Did I Do the Simple Things Well?

Did I Do the Simple Things Well?

Defying What Keeps Us Small..One Act at a Time

The only thing that exists is quality….everything else that exists is what exists before quality exists Hilda Shipper Israel

Admiral William H. McRaven gave an inspiring Commencement Speech at the University of Texas Austin in 2014. His wisdom inspired this post.

Beginning with a standard that simple things done well builds greatness is something that Navy Seals understand only too well. Boot camp began each day at 4 am with a bugle and a perfectly made bed. How we begin and end a day and what standards we hold ourselves to create a quagmire or greatness one act at a time.

Several simple standards Defy the ‘Small’ and Build Greatness:

  • Sloppy beginnings create sloppy endings – do it right, right now and it builds the floor for better.
  • The burdens you leave for others to clean up, become your burdens, consider who your actions affect.
  • When you correct a person for the ‘joy’ of being right, you sabotage yourself, true correction comes from the desire to positively rebuild another, not make them wrong.
  • It’s important to have days when you barely keep your head above water and struggle. The desire to complain is an energy killer. These struggle days force you to look upwards, hope and pray. On a bad day train yourself to choose hope and prayer. Those that hope sustain and find a way.

Good Beginnings – Good Endings

With Navy Seals, there was no forgiveness for an imperfect bed, and no room for a roll call without polished boots, a starched hat, and a perfectly pressed uniform.   Your day was as good as you started it. If you didn’t want 100 push ups before your oatmeal then you exercised due diligence. The standard: Sloppy beginnings make sloppy endings. Start well and you finish well.

We Burden Ourselves When We Burden Another – Make Choices Based on Caring for Everyone Affected by Your Actions

We think the world doesn’t see it when we leave the shopping cart by the car because it’s raining, or because it’s too much trouble to roll it back to the cart caddy.

The truth is it doesn’t matter who sees it. We see it and remember that we made a bigger burden for someone else. Our comfort in that moment was more important than someone else’s.   The standard: When we make more work for someone else with our half completed choices, our unconscious keeps doing that work all day. We burden ourselves and we burden another unnecessarily. Make your choices based on caring for all affected by your actions and everyone wins.

Being ‘Right’ Does Not Produce Positive Results – Only Speak if Your Total Intent is to Lift the Other Person Up

When you found a reason to correct someone, did you do it to make them wrong (and get the pleasure of being right)? Or did you do it in a way to bring learning and lift the other person up? The standardTearing down another person for the ‘joy’ of being right, tears two people down. What we do out of righteousness turns and sabotages us later. This type of correction rarely produces positive change. Only correct from a place of desiring to lift a person up.

You’re Supposed to Have Days When it All Falls Apart – How Else Would you Know the Necessity of Hope in Something Higher?

Near the end of SEAL training, there is a day when those in training are required to swim all day in the mud flats. They are soaked, miserable, cold, covered with mud, and are constantly offered chances to raise their hands and get rescued and brought to warmth. If they accept the offer…they are not a SEAL. Several hours in, when exhaustion and morale were dangerously low, someone in the group began singing. The singing caught fire and everyone began to sing.

Those at the shore threatened everyone if they did not stop singing. Everyone sang anyway for the last few hours. The songs just kept coming, bringing hope and lifting people up in their worst hour. Everyone made it out of the mud flats as a Navy SEAL…no one raised their arms to be rescued. The standardWhen all is going wrong, turn on hope and prayer and pass it on. Keep hoping and watch the situation change!

Conclusion

Simple habits mastered and performed regularly build the greatness in our character. Choose greatness one simple act at a time!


» Exercise description
Could you transcribe each entry below exactly, minus the images?

» Raw data
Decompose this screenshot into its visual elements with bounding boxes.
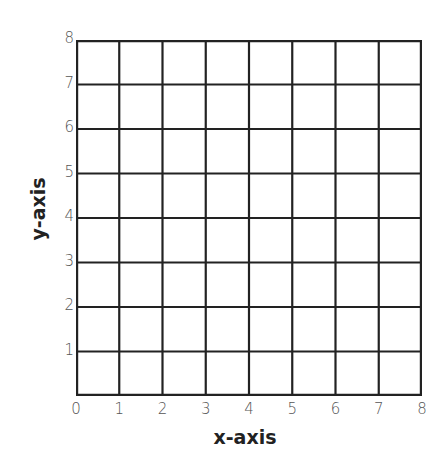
x-tick-label: 5 xyxy=(287,402,297,417)
y-tick-label: 1 xyxy=(58,342,74,357)
x-tick-label: 2 xyxy=(158,402,168,417)
coordinate-grid xyxy=(76,40,422,396)
x-tick-label: 0 xyxy=(71,402,81,417)
x-tick-label: 1 xyxy=(114,402,124,417)
x-axis-label: x-axis xyxy=(213,426,276,448)
x-tick-label: 7 xyxy=(374,402,384,417)
x-tick-label: 6 xyxy=(331,402,341,417)
y-axis-label: y-axis xyxy=(27,177,49,240)
y-tick-label: 2 xyxy=(58,298,74,313)
y-tick-label: 4 xyxy=(58,209,74,224)
y-tick-label: 8 xyxy=(58,31,74,46)
y-tick-label: 7 xyxy=(58,75,74,90)
x-tick-label: 4 xyxy=(244,402,254,417)
x-tick-label: 8 xyxy=(417,402,427,417)
y-tick-label: 6 xyxy=(58,120,74,135)
y-tick-label: 3 xyxy=(58,253,74,268)
y-tick-label: 5 xyxy=(58,164,74,179)
x-tick-label: 3 xyxy=(201,402,211,417)
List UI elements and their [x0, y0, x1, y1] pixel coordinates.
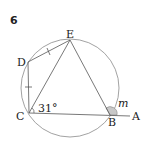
point-label-C: C	[16, 110, 24, 123]
problem-number: 6	[10, 14, 18, 27]
point-label-B: B	[108, 116, 116, 129]
point-label-E: E	[66, 28, 74, 41]
point-label-D: D	[17, 56, 26, 69]
segment-DC	[28, 62, 29, 113]
geometry-diagram: 6 E D C B A 31° m	[0, 0, 150, 144]
segment-EB	[70, 40, 110, 115]
angle-arc-C	[32, 108, 34, 113]
angle-label-m: m	[118, 97, 128, 110]
point-label-A: A	[131, 110, 141, 123]
angle-label-31: 31°	[38, 102, 58, 115]
circle	[21, 39, 119, 137]
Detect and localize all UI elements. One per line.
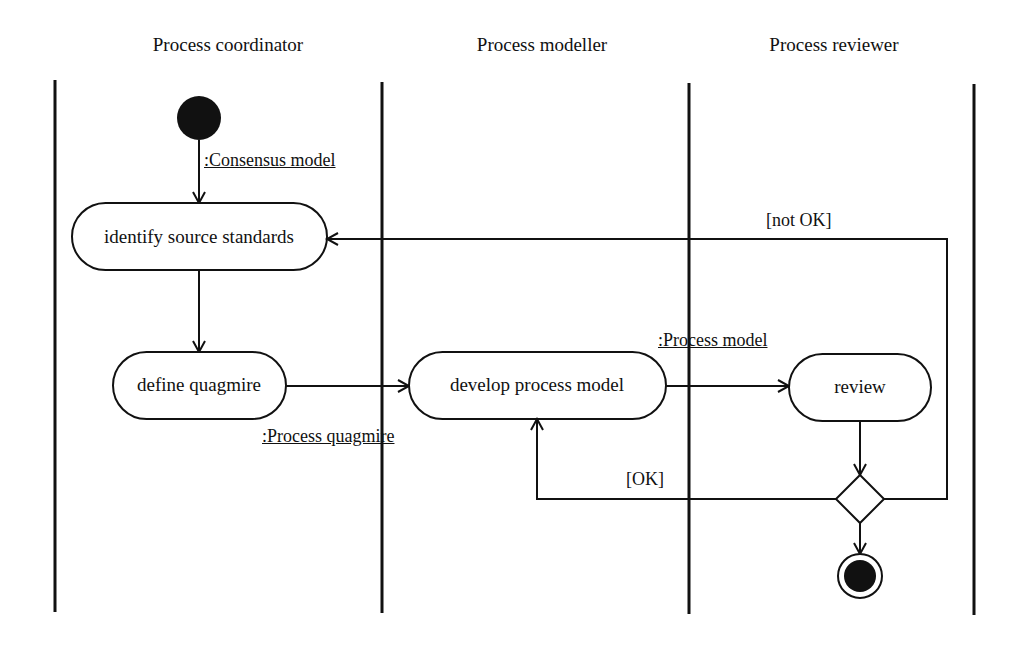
activity-diagram-canvas	[0, 0, 1019, 649]
action-label-develop: develop process model	[450, 374, 624, 396]
guard-not-ok: [not OK]	[766, 210, 832, 231]
swimlane-borders	[55, 80, 974, 615]
decision-node-icon	[836, 475, 884, 523]
guard-ok: [OK]	[626, 469, 664, 490]
lane-title-process-modeller: Process modeller	[477, 34, 607, 56]
lane-title-process-coordinator: Process coordinator	[153, 34, 303, 56]
action-label-review: review	[834, 376, 886, 398]
object-label-consensus-model: :Consensus model	[204, 150, 336, 171]
flow-ok	[537, 419, 836, 499]
action-label-identify: identify source standards	[104, 226, 294, 248]
lane-title-process-reviewer: Process reviewer	[769, 34, 898, 56]
initial-node-icon	[177, 96, 221, 140]
action-label-define: define quagmire	[137, 374, 261, 396]
object-label-process-model: :Process model	[658, 330, 768, 351]
object-label-process-quagmire: :Process quagmire	[262, 426, 394, 447]
final-node-icon	[838, 554, 882, 598]
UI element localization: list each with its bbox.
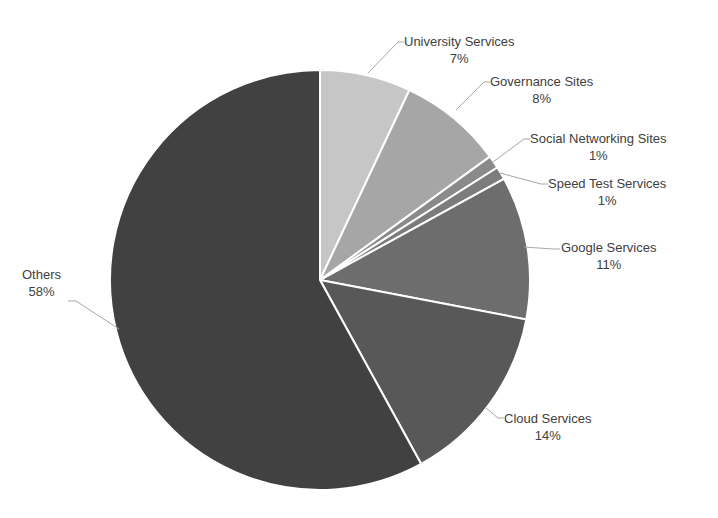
leader-line-university (368, 42, 404, 73)
label-google-services: Google Services 11% (561, 239, 656, 273)
label-percent: 1% (530, 147, 667, 164)
leader-line-cloud (486, 408, 504, 418)
label-name: Governance Sites (490, 73, 593, 90)
leader-line-speed (500, 173, 548, 184)
label-name: Cloud Services (504, 410, 591, 427)
label-name: Speed Test Services (548, 175, 666, 192)
leader-line-social (493, 139, 530, 162)
label-speed-test-services: Speed Test Services 1% (548, 175, 666, 209)
label-percent: 58% (22, 283, 61, 300)
label-percent: 1% (548, 192, 666, 209)
label-university-services: University Services 7% (404, 33, 515, 67)
label-governance-sites: Governance Sites 8% (490, 73, 593, 107)
label-percent: 7% (404, 50, 515, 67)
label-name: Social Networking Sites (530, 130, 667, 147)
label-percent: 8% (490, 90, 593, 107)
label-name: Google Services (561, 239, 656, 256)
label-percent: 11% (561, 256, 656, 273)
label-social-networking-sites: Social Networking Sites 1% (530, 130, 667, 164)
label-name: Others (22, 266, 61, 283)
label-percent: 14% (504, 427, 591, 444)
label-name: University Services (404, 33, 515, 50)
leader-line-governance (456, 82, 490, 110)
label-cloud-services: Cloud Services 14% (504, 410, 591, 444)
leader-line-google (524, 247, 560, 249)
label-others: Others 58% (22, 266, 61, 300)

» Result of the task
Decompose this screenshot into its visual elements with bounding boxes.
x-tick-label: 5 xyxy=(287,402,297,417)
y-tick-label: 1 xyxy=(58,342,74,357)
x-tick-label: 2 xyxy=(158,402,168,417)
coordinate-grid xyxy=(76,40,422,396)
x-tick-label: 0 xyxy=(71,402,81,417)
x-tick-label: 1 xyxy=(114,402,124,417)
x-axis-label: x-axis xyxy=(213,426,276,448)
x-tick-label: 7 xyxy=(374,402,384,417)
x-tick-label: 6 xyxy=(331,402,341,417)
y-axis-label: y-axis xyxy=(27,177,49,240)
y-tick-label: 2 xyxy=(58,298,74,313)
y-tick-label: 4 xyxy=(58,209,74,224)
y-tick-label: 8 xyxy=(58,31,74,46)
y-tick-label: 7 xyxy=(58,75,74,90)
x-tick-label: 4 xyxy=(244,402,254,417)
x-tick-label: 8 xyxy=(417,402,427,417)
y-tick-label: 6 xyxy=(58,120,74,135)
y-tick-label: 3 xyxy=(58,253,74,268)
y-tick-label: 5 xyxy=(58,164,74,179)
x-tick-label: 3 xyxy=(201,402,211,417)
List UI elements and their [x0, y0, x1, y1] pixel coordinates.
point-label-C: C	[16, 110, 24, 123]
problem-number: 6	[10, 14, 18, 27]
point-label-B: B	[108, 116, 116, 129]
point-label-E: E	[66, 28, 74, 41]
point-label-D: D	[17, 56, 26, 69]
segment-DC	[28, 62, 29, 113]
geometry-diagram: 6 E D C B A 31° m	[0, 0, 150, 144]
segment-EB	[70, 40, 110, 115]
angle-arc-C	[32, 108, 34, 113]
angle-label-m: m	[118, 97, 128, 110]
point-label-A: A	[131, 110, 141, 123]
angle-label-31: 31°	[38, 102, 58, 115]
circle	[21, 39, 119, 137]
Detect and localize all UI elements. One per line.
activity-diagram-canvas	[0, 0, 1019, 649]
action-label-develop: develop process model	[450, 374, 624, 396]
guard-not-ok: [not OK]	[766, 210, 832, 231]
swimlane-borders	[55, 80, 974, 615]
decision-node-icon	[836, 475, 884, 523]
guard-ok: [OK]	[626, 469, 664, 490]
lane-title-process-modeller: Process modeller	[477, 34, 607, 56]
lane-title-process-coordinator: Process coordinator	[153, 34, 303, 56]
action-label-review: review	[834, 376, 886, 398]
object-label-consensus-model: :Consensus model	[204, 150, 336, 171]
flow-ok	[537, 419, 836, 499]
action-label-identify: identify source standards	[104, 226, 294, 248]
lane-title-process-reviewer: Process reviewer	[769, 34, 898, 56]
initial-node-icon	[177, 96, 221, 140]
action-label-define: define quagmire	[137, 374, 261, 396]
object-label-process-model: :Process model	[658, 330, 768, 351]
object-label-process-quagmire: :Process quagmire	[262, 426, 394, 447]
final-node-icon	[838, 554, 882, 598]
UI element localization: list each with its bbox.
leader-line-university (368, 42, 404, 73)
label-google-services: Google Services 11% (561, 239, 656, 273)
label-percent: 1% (530, 147, 667, 164)
leader-line-cloud (486, 408, 504, 418)
label-name: Governance Sites (490, 73, 593, 90)
leader-line-speed (500, 173, 548, 184)
label-name: Cloud Services (504, 410, 591, 427)
label-name: Speed Test Services (548, 175, 666, 192)
leader-line-social (493, 139, 530, 162)
label-speed-test-services: Speed Test Services 1% (548, 175, 666, 209)
label-percent: 58% (22, 283, 61, 300)
label-percent: 1% (548, 192, 666, 209)
label-university-services: University Services 7% (404, 33, 515, 67)
label-governance-sites: Governance Sites 8% (490, 73, 593, 107)
label-percent: 7% (404, 50, 515, 67)
label-name: Social Networking Sites (530, 130, 667, 147)
label-percent: 8% (490, 90, 593, 107)
label-name: Google Services (561, 239, 656, 256)
label-percent: 11% (561, 256, 656, 273)
label-social-networking-sites: Social Networking Sites 1% (530, 130, 667, 164)
label-name: Others (22, 266, 61, 283)
label-percent: 14% (504, 427, 591, 444)
label-name: University Services (404, 33, 515, 50)
leader-line-governance (456, 82, 490, 110)
label-cloud-services: Cloud Services 14% (504, 410, 591, 444)
leader-line-google (524, 247, 560, 249)
label-others: Others 58% (22, 266, 61, 300)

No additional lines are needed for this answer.